Sounds So Simple
Seth Godin recently wrote, Three questions to ask your marketing team. He makes it sound so easy! Of course, you do need to ask the right questions in the first place, if your marketing/fundraising strategy is to have any validity at all.
That said, coming up with the answers that will arm you for success is no easy matter.
Godin’s questions:
- Who are you trying to reach?
- Why do they decide to support us?
- What do you need in order to make this happen more often?
Godin helpfully elaborates a bit on each question. Can you answer these questions for your nonprofit? Are your answers just hunches, or can you provide some empirical grounding?
Talking about his ‘Why’ question, Godin says: “In order to earn the donation … we need to change people somehow.” Personally, I don’t see fundraising as seeking to change the prospective donor, I see it more as tapping into and empowering some concern or feeling that’s already there.
Fundraising is not about making converts; it’s about enabling the predisposed.
Agree?
Tom
I actually kind of like Godin’s statement about how we need to “change people somehow” because I love the idea that change is happening in people’s hearts and minds because of our communications.
But I agree that we’re not as much “changing” their core views as we are helping them to tap into those views. To remember–amidst their busy day to day lives–that there are things they care deeply about. And that this charity helps them to live those values.
Nonprofits can help donors tape into the universal truths we all know and we all share.
Maybe we change them in the way that they become more engaged… by “tapping into and empowering some concern or feeling that’s already there.”
That is, change them from someone who feels badly about something to someone who will take steps to help improve or mitigate it.
All those feeling do exist in us, and nonprofits can help move someone from sitting on the sidelines to become a part of the team through donations or volunteer work.
I have to say–you can’t change people (they can only change themselves). Even if you can effect a change, that change is unlikely to be sustainable unless you continue your change-making efforts. Someone not predisposed might be changed into a donor with the incentive of address labels or a calendar but reverts to someone who just likes office supplies once the incentive to give is removed. “Changing” people into donors tends to be transactional, tapping into people with a desire to give tends to be relationship building.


▶ [Instructions to follow]: Your answer must be every line of the data below that holds the string "title", copied exactly.

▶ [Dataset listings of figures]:
************

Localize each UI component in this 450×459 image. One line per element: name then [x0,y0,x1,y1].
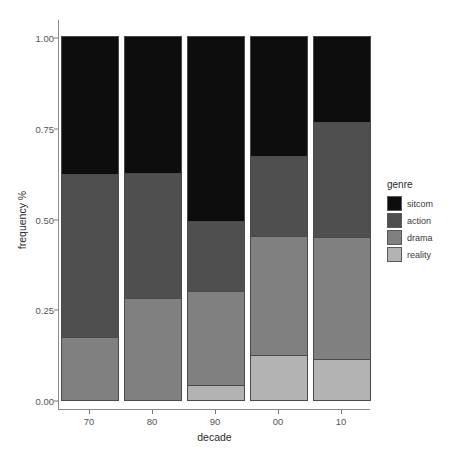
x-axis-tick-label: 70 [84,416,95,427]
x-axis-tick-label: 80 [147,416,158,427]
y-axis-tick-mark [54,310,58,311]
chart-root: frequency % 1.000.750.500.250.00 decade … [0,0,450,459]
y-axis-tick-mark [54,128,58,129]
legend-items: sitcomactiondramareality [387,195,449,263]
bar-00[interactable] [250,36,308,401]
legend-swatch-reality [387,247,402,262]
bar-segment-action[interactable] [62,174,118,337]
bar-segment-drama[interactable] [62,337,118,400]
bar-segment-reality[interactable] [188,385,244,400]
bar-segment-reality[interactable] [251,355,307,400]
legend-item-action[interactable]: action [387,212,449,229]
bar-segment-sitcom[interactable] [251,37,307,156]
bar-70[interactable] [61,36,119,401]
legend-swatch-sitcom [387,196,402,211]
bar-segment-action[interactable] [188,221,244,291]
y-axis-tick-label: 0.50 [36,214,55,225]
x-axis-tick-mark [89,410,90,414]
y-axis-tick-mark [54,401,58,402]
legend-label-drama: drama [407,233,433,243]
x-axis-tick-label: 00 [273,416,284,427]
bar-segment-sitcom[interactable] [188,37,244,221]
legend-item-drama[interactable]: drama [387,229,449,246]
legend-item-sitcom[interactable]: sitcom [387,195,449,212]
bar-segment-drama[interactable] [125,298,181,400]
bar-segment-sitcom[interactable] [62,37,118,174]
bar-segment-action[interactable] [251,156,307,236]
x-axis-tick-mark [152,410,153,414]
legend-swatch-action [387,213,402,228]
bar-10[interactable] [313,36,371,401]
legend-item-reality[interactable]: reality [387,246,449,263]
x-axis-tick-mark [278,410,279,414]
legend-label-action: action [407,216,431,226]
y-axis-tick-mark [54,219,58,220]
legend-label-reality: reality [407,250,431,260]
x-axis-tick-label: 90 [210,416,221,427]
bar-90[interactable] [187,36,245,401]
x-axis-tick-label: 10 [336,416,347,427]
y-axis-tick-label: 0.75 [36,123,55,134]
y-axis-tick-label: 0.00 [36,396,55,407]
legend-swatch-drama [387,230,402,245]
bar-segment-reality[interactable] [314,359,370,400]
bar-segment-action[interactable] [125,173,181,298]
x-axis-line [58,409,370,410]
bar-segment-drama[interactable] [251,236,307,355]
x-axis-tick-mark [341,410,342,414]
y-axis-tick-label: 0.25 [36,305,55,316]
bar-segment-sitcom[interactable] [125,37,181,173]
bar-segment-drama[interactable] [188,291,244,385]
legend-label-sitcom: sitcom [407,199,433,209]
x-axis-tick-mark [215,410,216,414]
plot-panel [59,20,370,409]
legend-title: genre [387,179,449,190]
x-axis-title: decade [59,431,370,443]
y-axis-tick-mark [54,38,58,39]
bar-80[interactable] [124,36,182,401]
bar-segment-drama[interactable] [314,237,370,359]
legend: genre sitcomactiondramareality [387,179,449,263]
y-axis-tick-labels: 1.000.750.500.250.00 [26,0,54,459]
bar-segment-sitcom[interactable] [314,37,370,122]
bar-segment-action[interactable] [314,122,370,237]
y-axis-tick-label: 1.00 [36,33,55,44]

************

▶ [Result of this task]:
legend-title: genre [387,179,449,190]
x-axis-title: decade [59,431,370,443]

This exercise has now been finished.